The Brexit end game truly is at hand and Boris Johnson does not want to give the EU the fishing rights it wants. He complains that a country can't be given rights to its own fishing waters that are inferior to those of its trade partners. This does not seem to be an excessive observation on his part. It has always been clear that the negotiations would be difficult and they always have been difficult. In addition to the fishing rights demands, the other demands of the EU are still rather an intrusion on how business is conducted within the U.K. And escaping those restrictions is exactly the reason the U.K. sought to leave the EU. For its part, the EU wants to make sure that economic conditions inside the U.K. do not permit it to undercut competition in the EU. But few trade deals ever have asked for that sort of intrusion (although the U.K. does have some deals that do exactly that with other European countries with whom it trades that are not in the EU arrangement).

Summing up
The virus mutation is simply an unexpected mess hitting the fan. There is no way to handicap it since no one is quite sure of what it is. And after the way the Chinese covid-19 spread, everyone is on guard for something that might repeat or (God forbid!) be worse. But as yet, no one really knows how bad this is.
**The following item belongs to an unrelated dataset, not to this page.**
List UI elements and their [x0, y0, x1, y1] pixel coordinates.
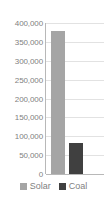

But the cutting off of U.K. arrivals by 40 countries is probably just a precursor to other commerce being put in a standstill and that could be very damaging to the U.K. and to its trade partners. Markets can anticipate that. They are not reacting well to this news. The stock market sell-off is not substantial at this point, but it reflects what fears are at the moment and they can always get worse. Clearly this is an event markets are not sluffing off. Some liquids do not roll off a duck's back. This is one of them.

Commentaries are the opinions of the author and do not reflect the views of Haver Analytics.
  • Robert A. Brusca is Chief Economist of Fact and Opinion Economics, a consulting firm he founded in Manhattan. He has been an economist on Wall Street for over 25 years. He has visited central banking and large institutional clients in over 30 countries in his career as an economist. Mr. Brusca was a Divisional Research Chief at the Federal Reserve Bank of NY (Chief of the International Financial markets Division), a Fed Watcher at Irving Trust and Chief Economist at Nikko Securities International. He is widely quoted and appears in various media.   Mr. Brusca holds an MA and Ph.D. in economics from Michigan State University and a BA in Economics from the University of Michigan. His research pursues his strong interests in non aligned policy economics as well as international economics. FAO Economics’ research targets investors to assist them in making better investment decisions in stocks, bonds and in a variety of international assets. The company does not manage money and has no conflicts in giving economic advice.